What Do We Say to the God of Death?
(A quick aside to bring you up to speed: Recruit is Valor and Valor is Recruit. Like Finklestein is Einhorn. Now then, onward...)
Recruit was a good puppy. He exhibited all the positive traits of his breed. He was intelligent, eager to please, and thick headed. He immediately took to his crate, and regarded the space as his... which was a good thing. Recruit (Valor) as a puppy was like me as a child: an habitual line-stepper who spent a lot of time grounded.
First, though, the tiny puppy that was to become Valor had to survive.
Within a week of coming home from the shelter, Recruit was struck with a nasty case of kennel cough that rapidly progressed into full blown puppy pneumonia. My puppy was dying and there was nothing the Vet could do other than give us a vaporizer. I don't remember if he was given anti-biotics or not, but he stopped eating, and refused to drink water.
I got a big eye-dropper and would encourage him to lick the drops of water. When he would, I rewarded him with a “good drink water”... something I continue to this day whenever he drinks from his bowl.
I put veterinary protein paste on my finger and put in on the roof of his mouth. He hated me for it, but I hoped that hate would keep him warm.
No matter what I did, his whooping cough and congestion got worse, and this initially fat little ball of life became a tiny, weak thing of loose skin and bones.
Until one night he laid on his side, stretched out on the floor, and stopped breathing.
Flashback
Christmas morning 2004. I had gotten out of the Marine Corps earlier that year and was a rookie cop in the Area Command known as The War Zone in a Southwestern city already renowned for it's violence. All the rookies volunteered to work the day shift so the guys with more salt could be with their families.
First call after briefing was for an infant that wasn't breathing. EMS was dispatched, but I was close, so I rogered up to take it. Another rookie from my class volunteered to be my back-up.
Arriving on the call there appeared to be five generations of one Hispanic family weeping in a living room that was decorated with one of the most beautiful trees I had ever seen. In the center of the room laid the lifeless body of a six month old baby.
Little N was one of the largest human beings I had ever met in my life. We had to box each other in the Academy. I'm an experienced pugilist and did just fine until I irritated him.
We looked at the child and without saying a word we got to work. He checked the airway, I made a visual inspection of the child. No issues there. Ok, I'll do tiny compressions you do tiny breathing.
That little baby looked up at me with eyes that had been lifeless for too long. I didn't care. I looked into those dead eyes and willed life back into the baby.
I pleaded with a god I don't believe in to give me something, anything.
It was not to be. The arriving paramedics had been in touch with the child's doctor. He had a health issue of the sort that this was expected.
The Baby's mother hugged me, thanking me for trying. I fought back my tears and walked outside, taking in a lung full of cold air. The radio cam alive. There was another call. Christmas in the War Zone meant nothing. I left that family behind, but the memory of looking into that baby's eyes went with me.
And here I was living it again...
Recruit (valor) looked up at me with dead, half-lidded eyes, breathing shallow or not at all. Skin and bones and weakness and snot.
Throughout the night I hovered over him, doing everything I could think to do, terrified of doing too much, or too little, or the wrong thing, or the right thing at the wrong time, or... you get the picture.
Don't you die on me.
As the night crawled on, his breathing becoming more labored, more shallow with every hour.
Sometime before dawn he wheezed a soft, pitiful wheeze and stopped breathing.
I was convinced my puppy had died.
Recruit gasped in air, and was again still.
Was this his death rattle? I leaned closer, whispering encouragement into his ear.
His tiny white-tipped black tail gave the slightest of twitches.
He fought on. Gasping for air after impossibly long pauses.
Sometime around dawn I noticed his breathing had become ever so slightly less labored, his gasps more frequent. Slowly, and to much cheering, he began to walk on his own and even lap water. Hi appetite returned and he went from nutrient paste to soft food straight past hard food and right to eating my shoes.
Life, and weight, returned to my little Pup. His spark was renewed, he got right back to living...
...and he never wanted to leave my side.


[Try it] Look through the records below for the line with "Is 'human arm' in this image? If so, where?" and the line with "Detect <element>food</element>. Provide", then return those lines and all lines between, exactly.

[Provided records]
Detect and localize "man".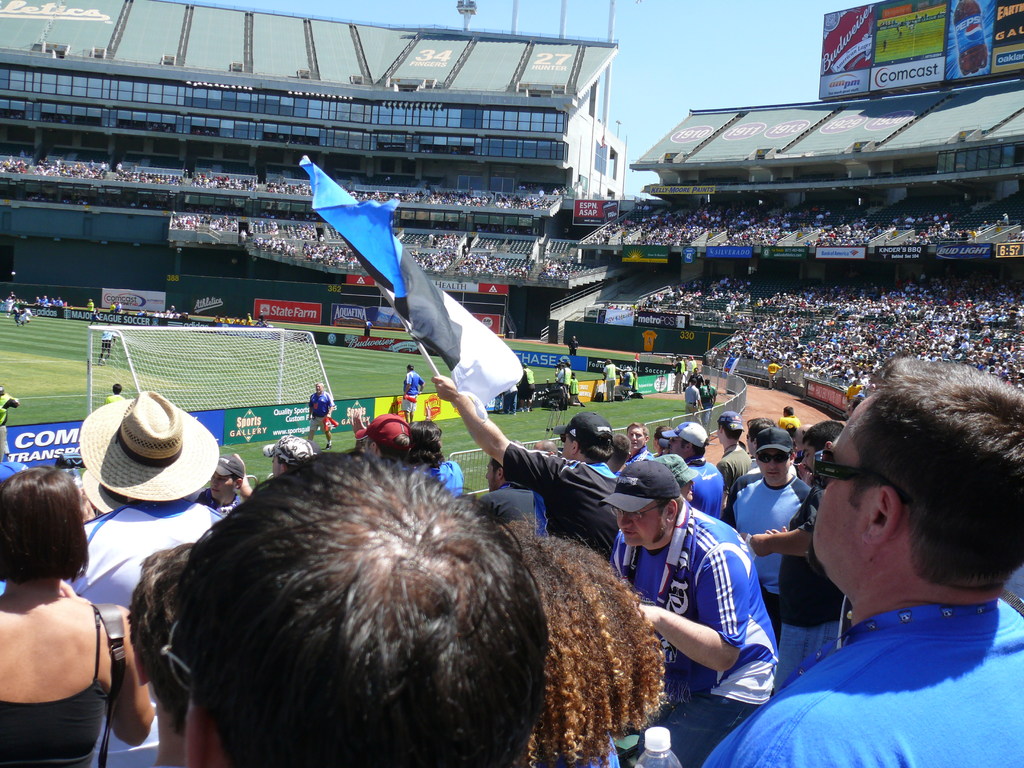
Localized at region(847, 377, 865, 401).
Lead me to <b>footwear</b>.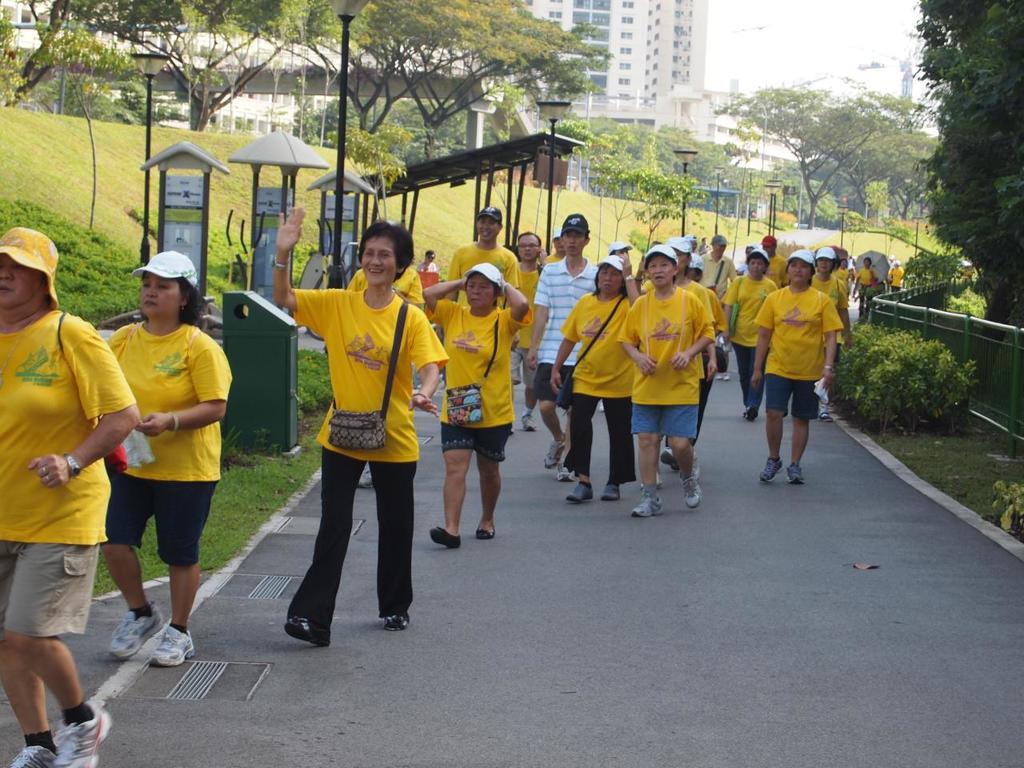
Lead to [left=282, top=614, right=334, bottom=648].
...
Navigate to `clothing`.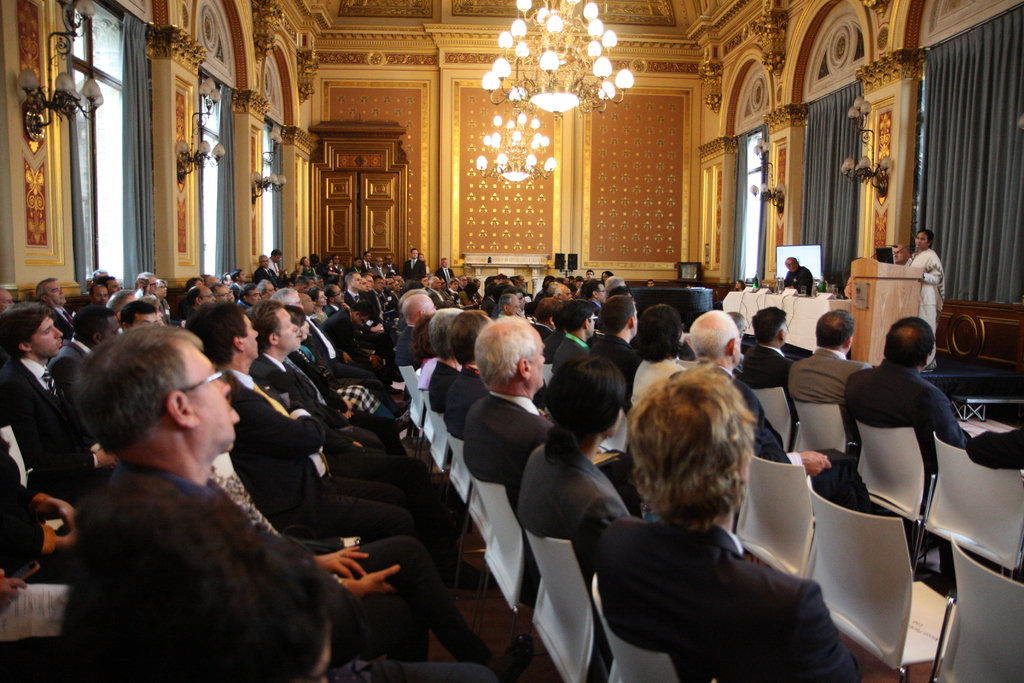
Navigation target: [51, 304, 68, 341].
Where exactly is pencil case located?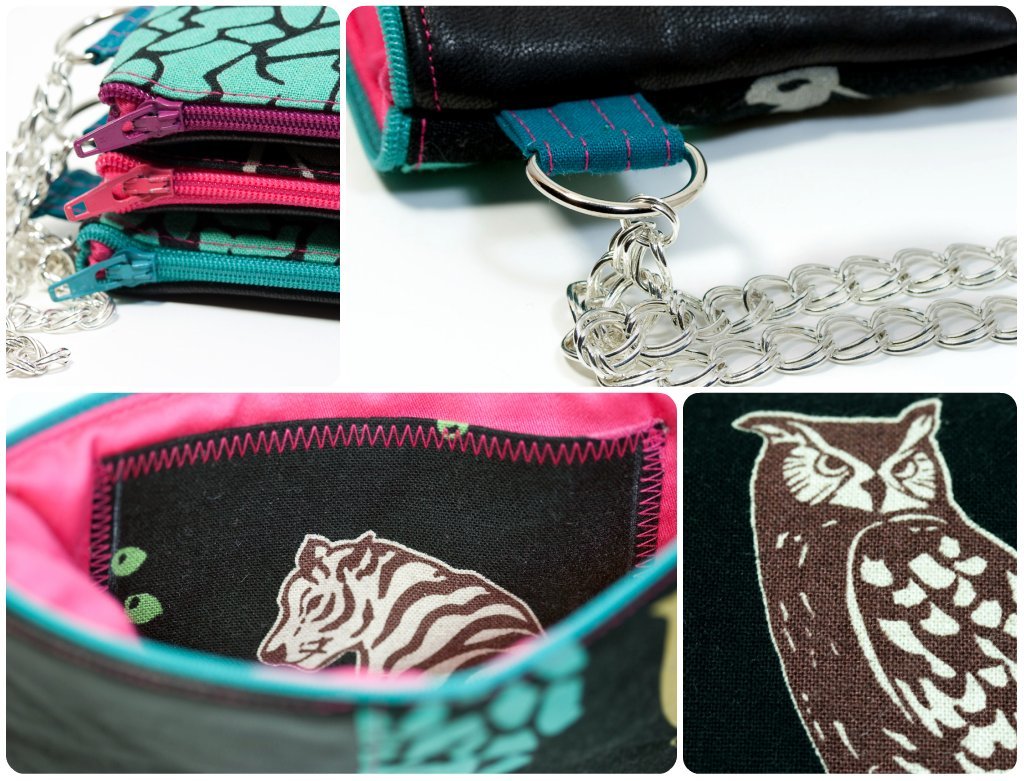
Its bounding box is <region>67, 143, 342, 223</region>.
* * *
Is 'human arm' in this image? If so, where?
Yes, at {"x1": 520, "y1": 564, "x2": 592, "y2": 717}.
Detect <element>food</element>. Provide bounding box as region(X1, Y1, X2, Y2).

[Solution]
Is 'human arm' in this image? If so, where?
Yes, at {"x1": 520, "y1": 564, "x2": 592, "y2": 717}.
Detect <element>food</element>. Provide bounding box as region(X1, Y1, X2, Y2).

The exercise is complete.